Name: Bonnie Pickup
Date: 1941
Unit: WAAF
Location: Sydney
In 1941 when Australia was threatened with Japanese invasion, the call came for women to take up the men's jobs to release them for the front line, and they were also challenged to join the armed services. As a result of this the girls left home and became independent and confident in their own ability to make decisions.
I enlisted in 1942 as a Stenographer but became seconded along with about 50 other girls from all over Australia, to the first Fighter Sector to be set up.

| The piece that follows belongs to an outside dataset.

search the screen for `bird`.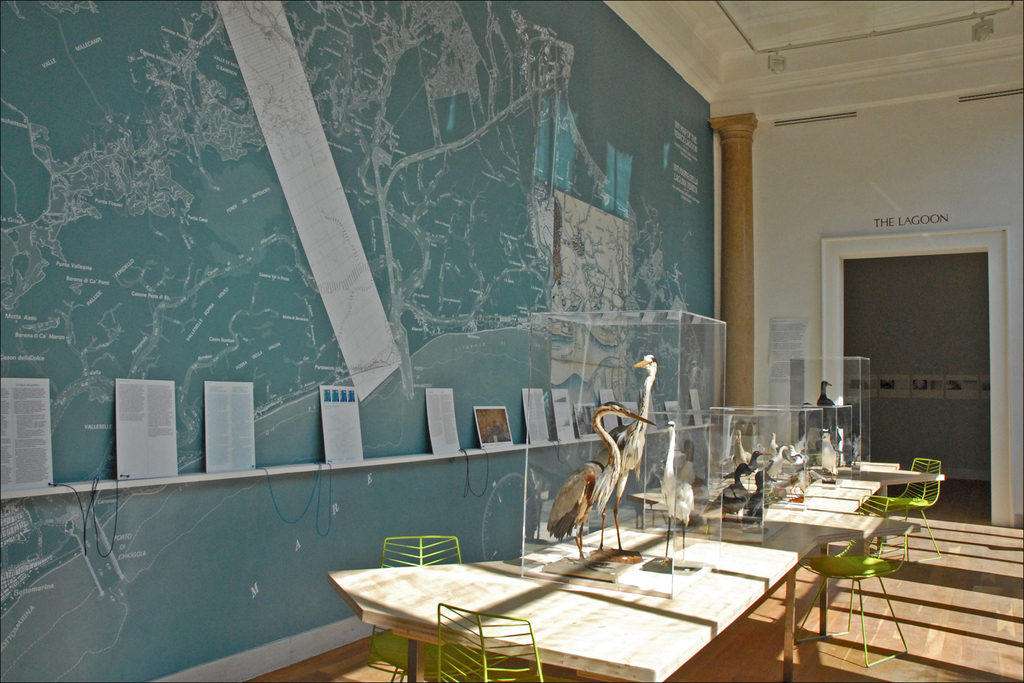
Found at select_region(813, 379, 838, 431).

Firstly we were sent to New Lambton in Newcastle where we moved into the local school. We were billeted in the Assembly Hall with cold showers, wire beds and straw palliasses and food cooked in dixies in the school yard. We were trained here and then later posted to Sydney to work with the Americans who had just arrived.
They took over three floors of the Hotel Metropole and we had wonderful food and hotel beds (four to a room) and hotel linen! We marched each day up to Macquarie Street and down a hundred wooden steps into the railway tunnel between St James and the Quay where Fighter Sector had been set up. There were no trains there in the tunnel at that time. Here we worked eight hour shifts day and night with the Army, Navy and Airforce and we had a squadron of fighter planes located at Bankstown. We were connected to Radar Stations along the coast and to V.A.O.C. (Volunteer Air Observer Corps) by direct line.
The shifts were long and we were not allowed to eat on duty - just coffee made from condensed milk and hot water. There was a great pile of empty cans in that tunnel!
We knew a lot about unidentified aircraft and ships sunk off the coast of Australia but were sworn to secrecy. Actually we were on duty when the Japanese submarines were in the harbour and were anxious that their target may have been to come through the Botanical Gardens and throw grenades into Fighter Sector to disrupt Sydney's defence. They were in the harbour for a long time and one fired a torpedo which resulted in the deaths of some cadets on the training ship Kuttabul. One submarine was destroyed by depth charges, one became entangled in the boom across Sydney harbour and blew itself up, and the other escaped but never reached Japan.
Then the Americans were posted to north Queensland and the Australian Airforce moved us immediately out of the Hotel Metropole into a tenement building in Macquarie Street where we were back to wire beds, straw palliasses, apple cases for furniture and stewed chops in the basement!
After some months some of the girls became ill as the air conditioning was very poor in the tunnel. We were then moved to Bankstown into a disused picture theatre set up for Operations. Here we were much closer to our Fighter Squadron at the aerodrome.
I became Operations Secretary for the Controller, John Kingsford Smith (a nephew of the famous Charles), recording messages to and from the Fighter Squadron as they investigated unidentified aircraft and ships.
At the 50th Anniversary of the end of World War II in 1995 the women were recognised for the first time and awarded a medal for their contribution to the war effort. I found it almost unbelievable when I attended, that all these older grey haired ladies who marched in Canberra to meet the Prime Minister and other authorities at Parliament House, were the vibrant young girls who dared to leave their homes and join the services in 1941.